Ocean heat was concentrated in the North Atlantic with temperatures an average 3 degrees Celsius above average in late 2023, the report said. Warmer ocean temperatures affect delicate marine ecosystems and many fish species have fled north from this area seeking cooler temperatures.
Saulo, a meteorologist from Argentina who has promised to strengthen global warning systems for climate disasters, said she hoped the report would raise awareness of the “vital need to scale up the urgency and ambition of climate action”.

“That’s why we spoke about the Red Alert because we must care for the people and how they will suffer from these more frequent, more extreme events,“ she told reporters. “If we do nothing, things will become worse and that will be our responsibility.”

At a conference on health and climate change at Son Espases Hospital in Palma last year, biologist Cristina Linares said that she was not going to “sweeten a critical situation”.

“The future looks bad. Children born in 2020 are seven times more exposed to heat waves, three times more to floods and two times more to wildfires.”

Linares, the co-director of the unit for climate change, health and the urban environment at the Carlos III Health Institute in Madrid, urged authorities and society to “work to mitigate and adapt to changes”, stressing that “the problem is the speed that climate change is acquiring”.

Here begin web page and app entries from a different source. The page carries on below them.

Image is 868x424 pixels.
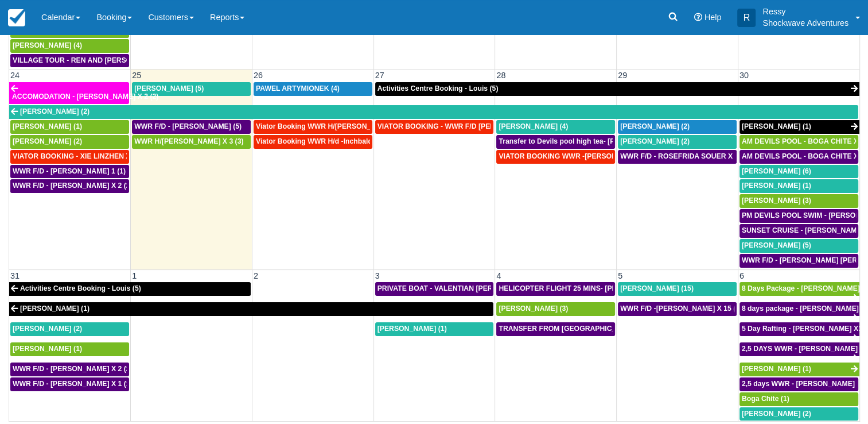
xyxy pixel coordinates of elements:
[132,82,251,96] a: [PERSON_NAME] (5)
[742,196,811,204] span: [PERSON_NAME] (3)
[253,135,373,149] a: Viator Booking WWR H/d -Inchbald [PERSON_NAME] X 4 (4)
[497,322,615,336] a: TRANSFER FROM [GEOGRAPHIC_DATA] TO VIC FALLS - [PERSON_NAME] X 1 (1)
[739,342,860,356] a: 2,5 DAYS WWR - [PERSON_NAME] X1 (1)
[739,282,860,295] a: 8 Days Package - [PERSON_NAME] (1)
[739,209,859,222] a: PM DEVILS POOL SWIM - [PERSON_NAME] X 2 (2)
[497,135,615,149] a: Transfer to Devils pool high tea- [PERSON_NAME] X4 (4)
[621,305,746,312] span: WWR F/D -[PERSON_NAME] X 15 (15)
[13,137,82,145] span: [PERSON_NAME] (2)
[13,379,132,388] span: WWR F/D - [PERSON_NAME] X 1 (1)
[377,325,447,333] span: [PERSON_NAME] (1)
[10,120,129,134] a: [PERSON_NAME] (1)
[20,284,141,292] span: Activities Centre Booking - Louis (5)
[376,82,860,96] a: Activities Centre Booking - Louis (5)
[742,365,811,373] span: [PERSON_NAME] (1)
[253,82,373,96] a: PAWEL ARTYMIONEK (4)
[497,120,615,134] a: [PERSON_NAME] (4)
[10,362,129,376] a: WWR F/D - [PERSON_NAME] X 2 (2)
[8,9,26,26] img: checkfront-main-nav-mini-logo.png
[376,282,494,295] a: PRIVATE BOAT - VALENTIAN [PERSON_NAME] X 4 (4)
[739,377,859,391] a: 2,5 days WWR - [PERSON_NAME] X2 (2)
[499,122,568,130] span: [PERSON_NAME] (4)
[742,122,811,130] span: [PERSON_NAME] (1)
[497,282,615,295] a: HELICOPTER FLIGHT 25 MINS- [PERSON_NAME] X1 (1)
[134,122,242,130] span: WWR F/D - [PERSON_NAME] (5)
[131,271,138,280] span: 1
[132,135,251,149] a: WWR H/[PERSON_NAME] X 3 (3)
[497,150,615,163] a: VIATOR BOOKING WWR -[PERSON_NAME] X2 (2)
[739,135,859,149] a: AM DEVILS POOL - BOGA CHITE X 1 (1)
[763,5,849,17] p: Ressy
[131,70,142,80] span: 25
[20,108,89,116] span: [PERSON_NAME] (2)
[617,70,628,80] span: 29
[739,70,750,80] span: 30
[256,137,456,145] span: Viator Booking WWR H/d -Inchbald [PERSON_NAME] X 4 (4)
[13,365,132,373] span: WWR F/D - [PERSON_NAME] X 2 (2)
[253,70,264,80] span: 26
[13,181,132,190] span: WWR F/D - [PERSON_NAME] X 2 (2)
[742,241,811,249] span: [PERSON_NAME] (5)
[134,137,243,145] span: WWR H/[PERSON_NAME] X 3 (3)
[253,120,373,134] a: Viator Booking WWR H/[PERSON_NAME] X 8 (8)
[376,120,494,134] a: VIATOR BOOKING - WWR F/D [PERSON_NAME] X 2 (3)
[739,271,746,280] span: 6
[495,70,507,80] span: 28
[621,137,690,145] span: [PERSON_NAME] (2)
[374,271,381,280] span: 3
[10,322,129,336] a: [PERSON_NAME] (2)
[374,70,386,80] span: 27
[495,271,502,280] span: 4
[618,150,737,163] a: WWR F/D - ROSEFRIDA SOUER X 2 (2)
[621,152,749,160] span: WWR F/D - ROSEFRIDA SOUER X 2 (2)
[499,305,568,312] span: [PERSON_NAME] (3)
[10,135,129,149] a: [PERSON_NAME] (2)
[9,302,493,315] a: [PERSON_NAME] (1)
[739,194,859,208] a: [PERSON_NAME] (3)
[618,282,737,295] a: [PERSON_NAME] (15)
[739,239,859,253] a: [PERSON_NAME] (5)
[739,165,859,179] a: [PERSON_NAME] (6)
[9,105,859,119] a: [PERSON_NAME] (2)
[10,54,129,67] a: VILLAGE TOUR - REN AND [PERSON_NAME] X4 (4)
[621,284,694,292] span: [PERSON_NAME] (15)
[618,120,737,134] a: [PERSON_NAME] (2)
[739,302,860,315] a: 8 days package - [PERSON_NAME] X1 (1)
[742,394,790,402] span: Boga Chite (1)
[499,284,685,292] span: HELICOPTER FLIGHT 25 MINS- [PERSON_NAME] X1 (1)
[617,271,624,280] span: 5
[134,85,203,92] span: [PERSON_NAME] (5)
[739,253,859,267] a: WWR F/D - [PERSON_NAME] [PERSON_NAME] OHKKA X1 (1)
[13,345,82,353] span: [PERSON_NAME] (1)
[9,282,251,295] a: Activities Centre Booking - Louis (5)
[499,325,774,333] span: TRANSFER FROM [GEOGRAPHIC_DATA] TO VIC FALLS - [PERSON_NAME] X 1 (1)
[499,152,665,160] span: VIATOR BOOKING WWR -[PERSON_NAME] X2 (2)
[739,407,859,420] a: [PERSON_NAME] (2)
[377,284,558,292] span: PRIVATE BOAT - VALENTIAN [PERSON_NAME] X 4 (4)
[256,85,340,92] span: PAWEL ARTYMIONEK (4)
[739,150,859,163] a: AM DEVILS POOL - BOGA CHITE X 1 (1)
[13,57,185,65] span: VILLAGE TOUR - REN AND [PERSON_NAME] X4 (4)
[10,165,129,179] a: WWR F/D - [PERSON_NAME] 1 (1)
[9,82,129,104] a: ACCOMODATION - [PERSON_NAME] X 2 (2)
[739,322,860,336] a: 5 Day Rafting - [PERSON_NAME] X1 (1)
[695,13,703,21] i: Help
[739,179,859,193] a: [PERSON_NAME] (1)
[618,135,737,149] a: [PERSON_NAME] (2)
[256,122,418,130] span: Viator Booking WWR H/[PERSON_NAME] X 8 (8)
[13,152,145,160] span: VIATOR BOOKING - XIE LINZHEN X4 (4)
[499,137,687,145] span: Transfer to Devils pool high tea- [PERSON_NAME] X4 (4)
[13,41,82,49] span: [PERSON_NAME] (4)
[742,409,811,418] span: [PERSON_NAME] (2)
[10,342,129,356] a: [PERSON_NAME] (1)
[738,8,756,27] div: R
[377,122,561,130] span: VIATOR BOOKING - WWR F/D [PERSON_NAME] X 2 (3)
[10,39,129,53] a: [PERSON_NAME] (4)
[13,167,126,175] span: WWR F/D - [PERSON_NAME] 1 (1)
[377,85,499,92] span: Activities Centre Booking - Louis (5)
[763,17,849,28] p: Shockwave Adventures
[705,13,722,22] span: Help
[742,167,811,175] span: [PERSON_NAME] (6)
[739,224,859,238] a: SUNSET CRUISE - [PERSON_NAME] X1 (5)
[739,120,860,134] a: [PERSON_NAME] (1)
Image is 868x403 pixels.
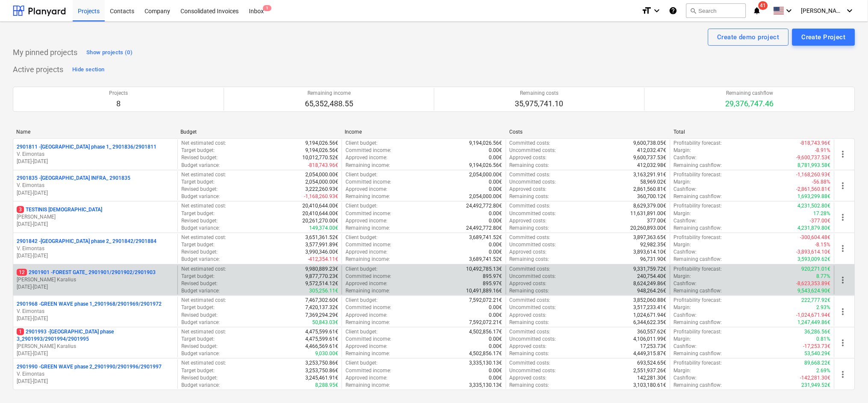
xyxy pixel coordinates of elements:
p: [DATE] - [DATE] [17,315,174,322]
p: Approved costs : [510,312,547,319]
p: Remaining income : [345,224,390,232]
span: more_vert [838,307,848,317]
button: Search [686,3,746,18]
p: Committed costs : [510,328,550,336]
p: 149,374.00€ [309,224,338,232]
span: more_vert [838,181,848,191]
p: Remaining cashflow : [674,256,722,263]
p: 9,030.00€ [315,350,338,357]
span: more_vert [838,212,848,222]
p: Cashflow : [674,280,697,288]
p: 3,689,741.52€ [469,256,502,263]
p: 4,231,502.80€ [798,202,831,210]
p: Remaining cashflow : [674,319,722,326]
p: Client budget : [345,234,378,241]
p: 2,054,000.00€ [469,193,502,201]
p: Budget variance : [181,319,219,326]
p: 9,194,026.56€ [469,162,502,169]
p: Committed income : [345,179,391,186]
p: 0.00€ [489,304,502,311]
div: 2901842 -[GEOGRAPHIC_DATA] phase 2_ 2901842/2901884V. Eimontas[DATE]-[DATE] [17,238,174,260]
p: Client budget : [345,202,378,210]
p: -377.00€ [810,217,831,224]
p: 10,012,770.52€ [302,154,338,161]
i: notifications [752,6,762,16]
p: -2,861,560.81€ [796,186,831,193]
p: Net estimated cost : [181,328,226,336]
p: 1,024,671.94€ [634,312,667,319]
p: Client budget : [345,140,378,147]
p: 9,194,026.56€ [305,147,338,154]
p: Margin : [674,147,691,154]
div: 2901990 -GREEN WAVE phase 2_2901990/2901996/2901997V. Eimontas[DATE]-[DATE] [17,364,174,385]
p: -818,743.96€ [308,162,338,169]
p: Margin : [674,210,691,217]
p: 3,651,361.52€ [305,234,338,241]
p: Profitability forecast : [674,297,722,304]
p: Uncommitted costs : [510,179,556,186]
p: 9,572,514.12€ [305,280,338,288]
p: [DATE] - [DATE] [17,190,174,197]
p: 3,577,991.89€ [305,241,338,249]
p: -1,168,260.93€ [304,193,338,201]
p: 2901811 - [GEOGRAPHIC_DATA] phase 1_ 2901836/2901811 [17,144,156,151]
p: Uncommitted costs : [510,304,556,311]
p: Net estimated cost : [181,140,226,147]
p: 0.00€ [489,343,502,350]
p: Revised budget : [181,217,217,224]
p: 4,475,599.61€ [305,328,338,336]
p: 2,054,000.00€ [305,172,338,179]
p: 0.00€ [489,336,502,343]
p: Committed costs : [510,140,550,147]
p: -56.88% [812,179,831,186]
p: Uncommitted costs : [510,241,556,249]
p: Revised budget : [181,280,217,288]
p: Net estimated cost : [181,202,226,210]
p: Target budget : [181,273,215,280]
p: 2,054,000.00€ [305,179,338,186]
p: 10,491,889.16€ [467,288,502,295]
p: Projects [109,90,128,97]
p: Approved costs : [510,217,547,224]
p: 360,557.62€ [638,328,667,336]
p: Revised budget : [181,343,217,350]
p: Remaining income : [345,288,390,295]
p: 4,466,569.61€ [305,343,338,350]
p: 24,492,772.80€ [467,224,502,232]
p: [DATE] - [DATE] [17,158,174,165]
p: Client budget : [345,172,378,179]
p: Remaining income : [345,256,390,263]
p: Committed income : [345,304,391,311]
p: 948,264.26€ [638,288,667,295]
i: format_size [641,6,652,16]
p: 412,032.47€ [638,147,667,154]
p: Target budget : [181,147,215,154]
div: 12901993 -[GEOGRAPHIC_DATA] phase 3_2901993/2901994/2901995[PERSON_NAME] Karalius[DATE]-[DATE] [17,328,174,358]
p: Margin : [674,336,691,343]
p: 2,054,000.00€ [469,172,502,179]
p: 9,877,770.23€ [305,273,338,280]
p: -412,354.11€ [308,256,338,263]
p: Uncommitted costs : [510,210,556,217]
p: 9,331,759.72€ [634,266,667,273]
p: 3,222,260.93€ [305,186,338,193]
p: V. Eimontas [17,308,174,315]
p: Budget variance : [181,162,219,169]
p: -8.91% [815,147,831,154]
p: 3,897,363.65€ [634,234,667,241]
p: -300,604.48€ [800,234,831,241]
p: Approved income : [345,154,387,161]
p: -818,743.96€ [800,140,831,147]
p: Cashflow : [674,312,697,319]
p: Committed income : [345,147,391,154]
p: Committed costs : [510,172,550,179]
p: -1,024,671.94€ [796,312,831,319]
p: Cashflow : [674,249,697,256]
p: 3,893,614.10€ [634,249,667,256]
p: [PERSON_NAME] Karalius [17,277,174,284]
div: Create Project [802,32,845,43]
p: 3,852,060.88€ [634,297,667,304]
p: 3,593,009.62€ [798,256,831,263]
p: Remaining costs : [510,162,549,169]
p: Net estimated cost : [181,266,226,273]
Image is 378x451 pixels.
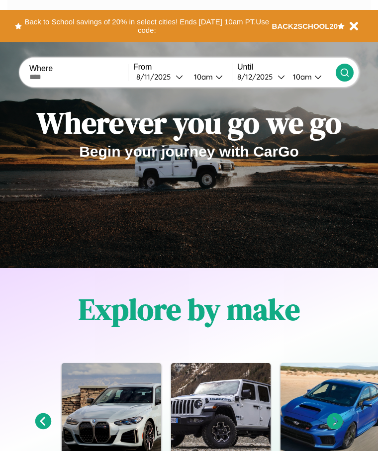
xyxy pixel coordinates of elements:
button: Back to School savings of 20% in select cities! Ends [DATE] 10am PT.Use code: [22,15,272,37]
label: Until [237,63,336,72]
div: 10am [288,72,315,82]
div: 8 / 12 / 2025 [237,72,278,82]
div: 10am [189,72,216,82]
label: From [133,63,232,72]
button: 8/11/2025 [133,72,186,82]
h1: Explore by make [79,289,300,330]
b: BACK2SCHOOL20 [272,22,338,30]
div: 8 / 11 / 2025 [136,72,176,82]
label: Where [29,64,128,73]
button: 10am [186,72,232,82]
button: 10am [285,72,336,82]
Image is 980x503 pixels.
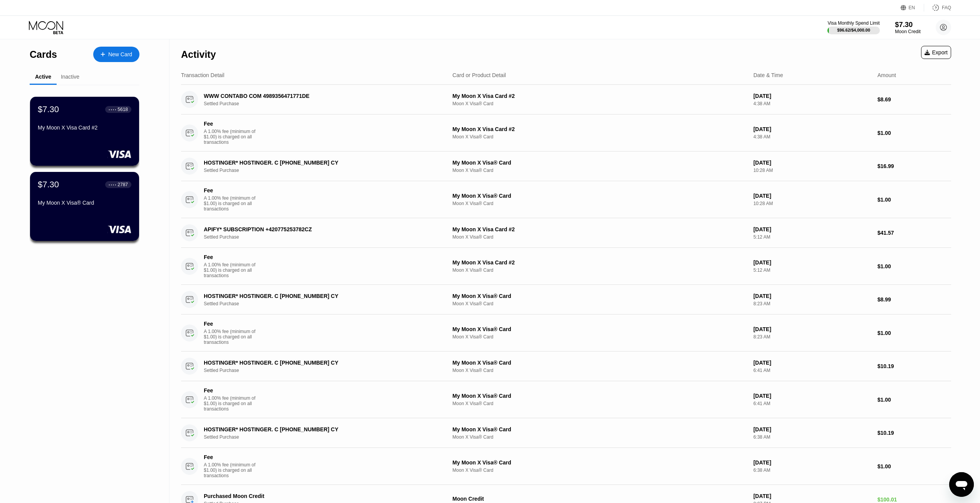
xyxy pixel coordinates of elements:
div: WWW CONTABO COM 4989356471771DE [203,93,426,99]
div: FeeA 1.00% fee (minimum of $1.00) is charged on all transactionsMy Moon X Visa® CardMoon X Visa® ... [181,314,951,351]
div: $7.30Moon Credit [895,21,921,34]
div: ● ● ● ● [108,108,116,111]
div: $1.00 [877,130,951,136]
div: 5:12 AM [754,268,871,273]
div: Moon X Visa® Card [453,468,747,473]
div: $7.30 [895,21,921,29]
div: Moon X Visa® Card [453,434,747,440]
div: FAQ [941,5,951,11]
div: Moon X Visa® Card [453,301,747,306]
div: Card or Product Detail [453,72,506,78]
div: A 1.00% fee (minimum of $1.00) is charged on all transactions [203,262,262,278]
div: My Moon X Visa® Card [453,460,747,465]
div: 8:23 AM [754,301,871,306]
div: [DATE] [754,493,871,499]
div: Fee [203,454,258,460]
div: Active [35,74,51,80]
div: 8:23 AM [754,334,871,340]
div: $7.30● ● ● ●5618My Moon X Visa Card #2 [30,97,139,166]
div: Visa Monthly Spend Limit$96.62/$4,000.00 [827,21,879,34]
div: Purchased Moon Credit [203,493,426,499]
div: Date & Time [754,72,783,78]
div: Moon X Visa® Card [453,101,747,107]
div: Visa Monthly Spend Limit [827,21,879,25]
div: 5:12 AM [754,235,871,240]
div: HOSTINGER* HOSTINGER. C [PHONE_NUMBER] CYSettled PurchaseMy Moon X Visa® CardMoon X Visa® Card[DA... [181,152,951,181]
div: $41.57 [877,230,951,235]
div: [DATE] [754,393,871,399]
div: Moon X Visa® Card [453,167,747,173]
div: Settled Purchase [203,368,443,373]
div: $1.00 [877,263,951,269]
div: 4:38 AM [754,134,871,139]
div: FeeA 1.00% fee (minimum of $1.00) is charged on all transactionsMy Moon X Visa® CardMoon X Visa® ... [181,448,951,485]
div: Settled Purchase [203,101,443,107]
div: Moon X Visa® Card [453,368,747,373]
div: $7.30 [38,180,59,190]
div: [DATE] [754,293,871,299]
div: Moon X Visa® Card [453,235,747,240]
div: Transaction Detail [181,72,224,78]
div: My Moon X Visa® Card [453,393,747,399]
div: [DATE] [754,226,871,232]
div: Fee [203,187,258,194]
div: ● ● ● ● [108,184,116,185]
div: My Moon X Visa Card #2 [453,126,747,132]
div: Settled Purchase [203,301,443,306]
div: Activity [181,49,216,60]
div: Moon X Visa® Card [453,334,747,340]
div: HOSTINGER* HOSTINGER. C [PHONE_NUMBER] CYSettled PurchaseMy Moon X Visa® CardMoon X Visa® Card[DA... [181,351,951,382]
div: Amount [877,72,896,78]
div: Cards [30,49,57,60]
div: A 1.00% fee (minimum of $1.00) is charged on all transactions [203,329,262,345]
div: HOSTINGER* HOSTINGER. C [PHONE_NUMBER] CYSettled PurchaseMy Moon X Visa® CardMoon X Visa® Card[DA... [181,418,951,448]
div: Export [921,46,951,59]
div: A 1.00% fee (minimum of $1.00) is charged on all transactions [203,129,262,145]
div: Fee [203,387,258,394]
div: Settled Purchase [203,434,443,440]
div: 5618 [117,107,128,112]
div: $10.19 [877,363,951,369]
div: Fee [203,254,258,260]
div: HOSTINGER* HOSTINGER. C [PHONE_NUMBER] CY [203,159,426,166]
div: 6:41 AM [754,368,871,373]
div: A 1.00% fee (minimum of $1.00) is charged on all transactions [203,462,262,478]
div: $8.99 [877,296,951,303]
div: My Moon X Visa Card #2 [453,93,747,99]
div: 6:38 AM [754,434,871,440]
div: 10:28 AM [754,201,871,206]
div: $7.30 [38,104,59,114]
div: $100.01 [877,496,951,502]
div: My Moon X Visa® Card [38,199,131,206]
div: FAQ [924,4,951,11]
div: [DATE] [754,159,871,166]
div: Moon X Visa® Card [453,400,747,406]
div: 4:38 AM [754,101,871,107]
div: [DATE] [754,193,871,199]
div: FeeA 1.00% fee (minimum of $1.00) is charged on all transactionsMy Moon X Visa Card #2Moon X Visa... [181,114,951,152]
div: 6:41 AM [754,400,871,406]
div: WWW CONTABO COM 4989356471771DESettled PurchaseMy Moon X Visa Card #2Moon X Visa® Card[DATE]4:38 ... [181,85,951,114]
div: New Card [93,47,139,62]
div: [DATE] [754,359,871,366]
div: Fee [203,121,258,127]
div: HOSTINGER* HOSTINGER. C [PHONE_NUMBER] CY [203,426,426,432]
div: Moon Credit [453,496,747,502]
div: My Moon X Visa Card #2 [38,125,131,130]
div: $1.00 [877,197,951,203]
div: A 1.00% fee (minimum of $1.00) is charged on all transactions [203,396,262,412]
div: Export [924,49,947,56]
div: APIFY* SUBSCRIPTION +420775253782CZ [203,226,426,232]
div: [DATE] [754,93,871,99]
div: $7.30● ● ● ●2787My Moon X Visa® Card [30,171,139,241]
div: HOSTINGER* HOSTINGER. C [PHONE_NUMBER] CYSettled PurchaseMy Moon X Visa® CardMoon X Visa® Card[DA... [181,285,951,314]
div: $1.00 [877,396,951,403]
div: FeeA 1.00% fee (minimum of $1.00) is charged on all transactionsMy Moon X Visa® CardMoon X Visa® ... [181,181,951,218]
div: 2787 [117,182,128,187]
div: My Moon X Visa Card #2 [453,226,747,232]
div: [DATE] [754,460,871,465]
div: Inactive [61,74,80,80]
div: Moon X Visa® Card [453,201,747,206]
div: FeeA 1.00% fee (minimum of $1.00) is charged on all transactionsMy Moon X Visa® CardMoon X Visa® ... [181,382,951,418]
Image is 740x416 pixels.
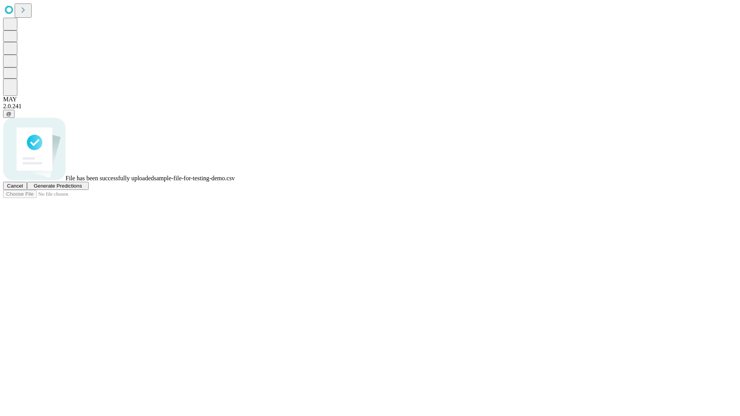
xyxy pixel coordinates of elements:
span: File has been successfully uploaded [66,175,154,182]
button: @ [3,110,15,118]
span: sample-file-for-testing-demo.csv [154,175,235,182]
span: Generate Predictions [34,183,82,189]
div: 2.0.241 [3,103,737,110]
span: @ [6,111,12,117]
button: Cancel [3,182,27,190]
button: Generate Predictions [27,182,89,190]
span: Cancel [7,183,23,189]
div: MAY [3,96,737,103]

Although there have always been periods of drought or floods, over the past 50 years these have happened more and more frequently.

The Balearic Islands, she observed, are one of the most affected areas. “Climate change is going 20% faster than in the rest of the world.” Under the Paris Agreements signed in 2016, some 200 countries committed to global temperature not rising more than 1.5 degrees Celsius. In the Balearics, however, this is 1.7.